Congratulations to Carol Sue, the winner of the digital copy of The Double Exposure Murder. Thank you to everyone who entered the contest. A friendly reminder that the book is available at Amazon, Barnes & Noble, Apple Books, Kobo, and other online retailers. I hope the book is also in your local library’s catalog. If not, I’d appreciate it if you asked your librarian to order the book.
I have an extra guest post that wasn’t featured in the blog tour. It was “written” by Robyn Cavanagh, the star amateur sleuth of The Double Exposure Murder. Enjoy it and have a wonderful week!
Hello! I’m Robyn Cavanagh and I’m pleased to welcome you to my hometown of Garland. I’ve lived in this semi-rural community my whole life and have watched it grow from a quiet suburb on the Hudson River to a destination town for visitors from Manhattan and its boroughs thanks to the revitalized stores and restaurants along our main street, Hudson Road, and the numerous natural attractions Garland offers.
I’ve benefited from the Garland renaissance. After commuting to a job in Manhattan for twenty years, I now run two businesses from my home at 9 Lyons Lane. I complete many residents’ tax returns and manage the books for several of those Hudson Road shops. I’m also a part-time portrait photographer, a hobby I’ve turned into a second source of income. My dream is to reverse the cash flow and earn my bread-and-butter money taking photographs while keeping a hand in accounting.
A few of my clients are from downstate cities. They’ve either purchased weekend homes in Garland or moved here permanently. Despite the rise in our population, the town has remained a safe place to live. It was quite a shock, then, when bride-to-be Brooke Gibson was murdered on an early-summer Saturday morning. Many residents knew Brooke; she was a math teacher at Garland High School and worked summers as a server at the popular Town Tavern restaurant. My sister Meredith worked with her at Garland High and it was on Meredith’s recommendation that Brooke hired me to do her tax return and, when she got engaged to fellow teacher Frank Hunter, she asked me to take their official engagement portrait.

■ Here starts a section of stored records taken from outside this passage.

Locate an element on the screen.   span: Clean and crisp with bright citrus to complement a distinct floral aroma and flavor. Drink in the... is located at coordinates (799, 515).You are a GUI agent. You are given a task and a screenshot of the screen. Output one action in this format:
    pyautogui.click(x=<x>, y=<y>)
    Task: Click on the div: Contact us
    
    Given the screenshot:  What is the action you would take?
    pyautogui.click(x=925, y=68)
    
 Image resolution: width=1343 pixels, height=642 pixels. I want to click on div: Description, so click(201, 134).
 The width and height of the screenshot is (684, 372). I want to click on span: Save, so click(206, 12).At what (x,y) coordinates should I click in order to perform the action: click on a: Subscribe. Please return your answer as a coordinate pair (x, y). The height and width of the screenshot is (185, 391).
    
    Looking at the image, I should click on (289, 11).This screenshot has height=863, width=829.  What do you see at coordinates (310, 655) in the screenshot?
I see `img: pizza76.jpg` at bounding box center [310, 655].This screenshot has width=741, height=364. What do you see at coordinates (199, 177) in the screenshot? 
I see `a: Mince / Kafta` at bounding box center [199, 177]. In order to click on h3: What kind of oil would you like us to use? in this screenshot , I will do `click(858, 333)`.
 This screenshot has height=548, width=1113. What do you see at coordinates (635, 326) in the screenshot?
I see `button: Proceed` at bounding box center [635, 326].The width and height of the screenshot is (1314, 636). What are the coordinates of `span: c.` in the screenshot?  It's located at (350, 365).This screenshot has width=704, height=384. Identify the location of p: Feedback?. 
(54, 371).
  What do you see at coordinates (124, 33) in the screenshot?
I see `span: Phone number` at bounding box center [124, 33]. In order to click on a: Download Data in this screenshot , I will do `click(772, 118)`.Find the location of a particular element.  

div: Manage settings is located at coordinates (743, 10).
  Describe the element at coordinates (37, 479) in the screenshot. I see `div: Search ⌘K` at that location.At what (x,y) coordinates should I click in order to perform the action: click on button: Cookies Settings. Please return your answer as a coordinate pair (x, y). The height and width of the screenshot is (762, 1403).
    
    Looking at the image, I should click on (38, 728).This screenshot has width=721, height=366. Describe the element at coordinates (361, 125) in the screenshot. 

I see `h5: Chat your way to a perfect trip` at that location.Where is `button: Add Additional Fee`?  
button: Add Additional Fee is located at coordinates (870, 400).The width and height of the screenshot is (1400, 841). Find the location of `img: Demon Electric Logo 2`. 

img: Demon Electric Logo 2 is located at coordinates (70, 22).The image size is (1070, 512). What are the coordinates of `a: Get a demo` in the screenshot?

Brooke called me a few months later to take photos of 16 Clover Lane, the house she’d recently inherited from her great-aunt. Brooke planned to sell the home and wanted high-quality photos for the real estate listing. It was a different kind of photo session from the jobs I’ve done taking portraits of high school seniors, newborns, couples celebrating anniversaries, and families gathering for Christmas card photographs. I enjoyed photographing the cozy, daffodil-colored house and returned to Clover Lane a few days later to show Brooke the portfolio.
Brooke would never see the photographs of her inheritance. I found her dead in 16 Clover’s backyard shed, the shovel used to kill her lying beside her body.
Thank goodness the crime scene photographer took those pictures, but I couldn’t get the image of Brooke’s lifeless form out of my mind. Who would kill the confident, vivacious young woman? Meredith told me Brooke was loved by everyone in the Garland High family. Her fiancé, according to my sister, was devoted to Brooke.
A person isn’t accidentally battered with a shovel, so when Brooke’s mother asked me to help her collect the refunds from Brooke’s wedding vendors, I grabbed the opportunity to gather clues along with Brooke’s deposit money. Out of respect for her memory, I won’t share the not-so-nice details I learned about Brooke.
I was determined to help the police solve the murder case. I made many wrong assumptions, but with help from Meredith and my friend Will Vonderlin, and with a final sprint (literally), I caught the killer.